International honour for Oxford language expert
6 January 2011
An Oxford University professor has become only the second living British expert of the arts to be elected a foreign member of Portugal’s national academy.
Professor Tom Earle, King John II Professor of Portuguese Studies at Oxford, has been made a corresponding fellow of the Academia das Ciências de Lisboa - Classe de Letras, the equivalent of the UK’s British Academy and Royal Society combined.
He has lectured at Oxford for more than 40 years specialising in Portuguese Renaissance literature. The period saw Portuguese adventurers discover Brazil, an eastern route to India and colonise parts of Africa. It was a time when Portuguese prose and poetry developed rapidly.‘
This accolade is a great honour,’ Professor Earle said. ‘As a foreigner I have been received into a body that recognises outstanding achievements by scholars of Portugal in the sciences and arts.’
For two years, Professor Earle was Oxford’s only student of Portuguese. He graduated with a First Class Honours degree in 1967 and within a year was appointed a lecturer, a job he combined with work for his doctorate.
Professor Earle is based in the university’s Faculty of Medieval and Modern Languages and has just completed his tenth book, on Portuguese literature held in university libraries at Oxford and Cambridge. The Renaissance in Portugal roughly spanned the 15th to 17th centuries and he is now researching a set of prose comedies from the period.
His favourite authors include Luís de Camões who is considered to be Portugal’s greatest poet. ‘He is thought of as the Shakespeare of Portugal and deservedly so.
’Relatively little is known of Portuguese literature and to help rectify that, Oxford will host a conference at St John’s College next year on the 16th century European theatre.‘Intellectually, study of the period is extremely rewarding.’ Professor Earle says. ‘Very little is known about Portuguese writing, even among the Portuguese themselves. They have had fewer opportunities for studying their own literature.
’Professor Earle attributes much of his success as a scholar to the support of an associated body, the Camões Institute in Lisbon, which funds language teaching in Oxford and in 2001 established the Instituto Camões Centre for Portuguese Language at the university.
‘One of the special things about Portugal is the amount of money it invests in teaching the language and promoting research by foreigners.
‘Recognition by the academy wouldn’t have happened if I hadn’t been in Oxford, which until now has provided excellent facilities and encouragement for research. I have been able to spend a very long time studying this esoteric subject. It has been a lifetime well spent.’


** WHAT THE TASK REQUIRES **
All lines in the data bearing the string "Select" should be identified and copied.

** DATA **
****

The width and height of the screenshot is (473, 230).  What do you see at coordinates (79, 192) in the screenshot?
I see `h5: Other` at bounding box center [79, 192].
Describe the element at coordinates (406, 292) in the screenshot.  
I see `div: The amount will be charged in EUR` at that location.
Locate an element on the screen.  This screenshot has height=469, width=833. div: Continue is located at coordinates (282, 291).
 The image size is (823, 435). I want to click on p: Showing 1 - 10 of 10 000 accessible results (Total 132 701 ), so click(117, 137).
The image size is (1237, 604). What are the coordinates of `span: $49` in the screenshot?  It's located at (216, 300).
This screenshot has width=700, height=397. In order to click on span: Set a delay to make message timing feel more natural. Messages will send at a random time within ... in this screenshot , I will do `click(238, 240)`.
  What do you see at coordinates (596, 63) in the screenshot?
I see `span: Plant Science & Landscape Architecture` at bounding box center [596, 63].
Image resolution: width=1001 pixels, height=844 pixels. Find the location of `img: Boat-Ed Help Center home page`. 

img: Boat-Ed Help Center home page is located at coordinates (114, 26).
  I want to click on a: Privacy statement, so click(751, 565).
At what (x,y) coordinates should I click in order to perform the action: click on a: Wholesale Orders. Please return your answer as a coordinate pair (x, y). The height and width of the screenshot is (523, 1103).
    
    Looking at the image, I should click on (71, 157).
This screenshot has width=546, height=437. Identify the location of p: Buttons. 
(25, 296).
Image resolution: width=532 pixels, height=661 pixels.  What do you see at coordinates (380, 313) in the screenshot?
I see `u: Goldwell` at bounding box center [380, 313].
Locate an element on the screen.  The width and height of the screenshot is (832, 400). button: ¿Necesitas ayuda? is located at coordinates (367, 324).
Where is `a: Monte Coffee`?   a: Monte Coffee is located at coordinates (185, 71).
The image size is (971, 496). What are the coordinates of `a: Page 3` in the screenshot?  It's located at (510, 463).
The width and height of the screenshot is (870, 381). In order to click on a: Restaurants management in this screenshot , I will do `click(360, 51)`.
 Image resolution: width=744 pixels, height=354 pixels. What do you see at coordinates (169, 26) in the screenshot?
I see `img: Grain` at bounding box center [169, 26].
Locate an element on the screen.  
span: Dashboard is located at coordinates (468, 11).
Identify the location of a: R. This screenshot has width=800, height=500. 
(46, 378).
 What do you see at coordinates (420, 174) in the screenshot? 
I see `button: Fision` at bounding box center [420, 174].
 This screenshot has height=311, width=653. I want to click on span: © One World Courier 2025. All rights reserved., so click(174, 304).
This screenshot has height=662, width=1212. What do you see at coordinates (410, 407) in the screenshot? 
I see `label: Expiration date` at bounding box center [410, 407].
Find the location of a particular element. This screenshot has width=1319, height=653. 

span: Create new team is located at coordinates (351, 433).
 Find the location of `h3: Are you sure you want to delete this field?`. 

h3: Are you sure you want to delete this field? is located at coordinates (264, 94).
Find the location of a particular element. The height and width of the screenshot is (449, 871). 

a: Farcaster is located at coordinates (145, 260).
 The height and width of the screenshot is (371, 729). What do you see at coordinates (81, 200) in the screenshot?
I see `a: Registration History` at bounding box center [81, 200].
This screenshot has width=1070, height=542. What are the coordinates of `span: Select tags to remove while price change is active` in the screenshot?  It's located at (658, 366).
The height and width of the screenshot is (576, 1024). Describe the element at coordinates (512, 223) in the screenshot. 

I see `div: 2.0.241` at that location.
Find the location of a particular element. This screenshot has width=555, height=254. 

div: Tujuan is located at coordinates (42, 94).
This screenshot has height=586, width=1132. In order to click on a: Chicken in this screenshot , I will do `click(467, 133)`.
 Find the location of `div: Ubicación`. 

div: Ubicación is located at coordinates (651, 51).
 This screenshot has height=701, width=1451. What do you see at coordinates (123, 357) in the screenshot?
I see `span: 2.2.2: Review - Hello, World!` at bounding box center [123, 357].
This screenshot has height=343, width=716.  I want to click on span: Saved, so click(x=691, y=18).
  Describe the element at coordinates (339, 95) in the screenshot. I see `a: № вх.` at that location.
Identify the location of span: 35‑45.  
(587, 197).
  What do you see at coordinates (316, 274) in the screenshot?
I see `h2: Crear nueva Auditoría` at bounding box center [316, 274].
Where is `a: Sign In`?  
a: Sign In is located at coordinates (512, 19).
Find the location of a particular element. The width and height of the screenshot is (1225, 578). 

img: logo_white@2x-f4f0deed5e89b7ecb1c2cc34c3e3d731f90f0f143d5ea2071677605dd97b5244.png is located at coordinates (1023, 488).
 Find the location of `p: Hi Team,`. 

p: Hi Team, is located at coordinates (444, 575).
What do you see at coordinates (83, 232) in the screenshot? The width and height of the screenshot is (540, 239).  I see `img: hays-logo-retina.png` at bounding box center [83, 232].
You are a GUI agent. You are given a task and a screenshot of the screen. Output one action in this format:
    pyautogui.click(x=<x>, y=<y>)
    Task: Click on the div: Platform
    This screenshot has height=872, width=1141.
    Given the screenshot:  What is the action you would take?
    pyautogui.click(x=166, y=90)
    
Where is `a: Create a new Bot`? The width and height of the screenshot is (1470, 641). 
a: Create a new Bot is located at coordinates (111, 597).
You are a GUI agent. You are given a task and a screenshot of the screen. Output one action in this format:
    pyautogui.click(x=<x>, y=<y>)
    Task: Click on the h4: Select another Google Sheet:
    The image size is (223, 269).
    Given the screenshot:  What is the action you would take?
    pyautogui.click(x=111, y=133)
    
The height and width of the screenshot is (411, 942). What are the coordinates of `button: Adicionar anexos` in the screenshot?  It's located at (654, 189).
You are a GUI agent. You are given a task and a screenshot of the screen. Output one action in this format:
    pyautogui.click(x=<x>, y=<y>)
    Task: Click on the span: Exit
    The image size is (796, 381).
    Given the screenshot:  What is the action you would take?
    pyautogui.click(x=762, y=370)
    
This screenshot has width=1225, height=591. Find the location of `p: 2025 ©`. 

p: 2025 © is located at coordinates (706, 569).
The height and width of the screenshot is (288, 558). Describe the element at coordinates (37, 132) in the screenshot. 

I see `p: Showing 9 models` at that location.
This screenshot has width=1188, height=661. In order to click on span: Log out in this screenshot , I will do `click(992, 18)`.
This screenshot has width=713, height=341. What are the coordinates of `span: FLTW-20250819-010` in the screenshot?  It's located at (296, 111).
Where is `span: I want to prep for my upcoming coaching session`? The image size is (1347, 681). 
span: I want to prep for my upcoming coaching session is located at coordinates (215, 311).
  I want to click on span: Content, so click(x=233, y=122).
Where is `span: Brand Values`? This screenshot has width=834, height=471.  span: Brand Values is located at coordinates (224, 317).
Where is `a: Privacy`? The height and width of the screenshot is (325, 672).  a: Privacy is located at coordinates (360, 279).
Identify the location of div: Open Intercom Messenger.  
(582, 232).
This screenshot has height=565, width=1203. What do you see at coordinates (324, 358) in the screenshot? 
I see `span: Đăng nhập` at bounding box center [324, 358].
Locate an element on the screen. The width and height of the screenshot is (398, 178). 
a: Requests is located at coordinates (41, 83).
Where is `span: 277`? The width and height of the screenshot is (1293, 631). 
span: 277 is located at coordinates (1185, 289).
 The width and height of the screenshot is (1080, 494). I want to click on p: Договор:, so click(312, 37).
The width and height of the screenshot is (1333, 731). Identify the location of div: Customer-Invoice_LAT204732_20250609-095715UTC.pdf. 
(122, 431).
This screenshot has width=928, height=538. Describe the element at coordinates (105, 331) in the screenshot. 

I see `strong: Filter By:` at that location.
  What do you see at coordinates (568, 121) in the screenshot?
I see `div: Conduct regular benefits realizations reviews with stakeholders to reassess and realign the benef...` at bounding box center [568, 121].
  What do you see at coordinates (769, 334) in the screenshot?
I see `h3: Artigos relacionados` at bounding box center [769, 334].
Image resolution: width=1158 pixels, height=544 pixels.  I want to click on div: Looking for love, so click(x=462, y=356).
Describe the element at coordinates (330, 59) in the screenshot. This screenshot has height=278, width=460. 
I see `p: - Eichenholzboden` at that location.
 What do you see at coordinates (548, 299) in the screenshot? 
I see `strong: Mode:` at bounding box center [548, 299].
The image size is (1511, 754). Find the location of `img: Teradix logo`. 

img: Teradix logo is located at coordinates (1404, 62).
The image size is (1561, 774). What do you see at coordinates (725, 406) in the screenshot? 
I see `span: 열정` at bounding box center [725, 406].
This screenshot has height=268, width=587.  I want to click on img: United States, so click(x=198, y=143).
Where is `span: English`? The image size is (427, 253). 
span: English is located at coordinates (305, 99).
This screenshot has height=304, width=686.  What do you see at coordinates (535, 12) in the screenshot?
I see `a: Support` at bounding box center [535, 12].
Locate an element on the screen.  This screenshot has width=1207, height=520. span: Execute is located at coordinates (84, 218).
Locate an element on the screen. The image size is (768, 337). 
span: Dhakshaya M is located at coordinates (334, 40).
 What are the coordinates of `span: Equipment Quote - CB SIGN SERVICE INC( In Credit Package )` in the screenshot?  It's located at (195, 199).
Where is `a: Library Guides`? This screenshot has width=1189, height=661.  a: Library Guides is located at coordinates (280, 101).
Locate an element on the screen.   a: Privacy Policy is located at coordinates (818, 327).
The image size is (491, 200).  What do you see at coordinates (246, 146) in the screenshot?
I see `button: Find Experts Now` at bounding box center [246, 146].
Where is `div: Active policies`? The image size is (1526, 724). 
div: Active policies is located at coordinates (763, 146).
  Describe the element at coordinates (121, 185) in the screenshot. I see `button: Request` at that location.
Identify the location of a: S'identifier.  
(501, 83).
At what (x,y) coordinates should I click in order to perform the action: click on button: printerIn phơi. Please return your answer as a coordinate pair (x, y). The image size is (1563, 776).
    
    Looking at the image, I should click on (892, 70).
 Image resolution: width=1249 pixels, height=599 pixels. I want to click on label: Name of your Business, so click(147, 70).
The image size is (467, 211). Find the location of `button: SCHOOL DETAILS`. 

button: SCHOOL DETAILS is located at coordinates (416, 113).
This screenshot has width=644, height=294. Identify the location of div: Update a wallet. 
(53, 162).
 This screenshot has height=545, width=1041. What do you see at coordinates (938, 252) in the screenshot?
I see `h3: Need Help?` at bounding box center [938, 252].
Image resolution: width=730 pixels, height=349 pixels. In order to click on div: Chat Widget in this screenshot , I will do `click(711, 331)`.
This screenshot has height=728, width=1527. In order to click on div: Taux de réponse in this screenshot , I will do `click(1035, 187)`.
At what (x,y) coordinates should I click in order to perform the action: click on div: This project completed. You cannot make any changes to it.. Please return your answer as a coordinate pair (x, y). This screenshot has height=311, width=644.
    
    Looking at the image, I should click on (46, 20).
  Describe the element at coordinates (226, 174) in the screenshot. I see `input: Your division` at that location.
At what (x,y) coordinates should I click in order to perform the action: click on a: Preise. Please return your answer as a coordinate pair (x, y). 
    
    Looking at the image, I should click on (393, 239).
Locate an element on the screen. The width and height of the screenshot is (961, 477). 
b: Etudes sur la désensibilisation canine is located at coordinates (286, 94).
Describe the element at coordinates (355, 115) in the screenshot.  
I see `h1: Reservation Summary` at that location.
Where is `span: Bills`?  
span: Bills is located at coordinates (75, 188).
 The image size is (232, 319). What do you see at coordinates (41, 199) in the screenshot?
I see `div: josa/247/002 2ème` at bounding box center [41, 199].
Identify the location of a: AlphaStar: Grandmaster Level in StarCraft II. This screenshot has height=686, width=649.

****

** RESULT FOR THIS EXERCISE **
This screenshot has width=1070, height=542. What are the coordinates of `span: Select tags to remove while price change is active` in the screenshot?  It's located at (658, 366).
    Task: Click on the h4: Select another Google Sheet:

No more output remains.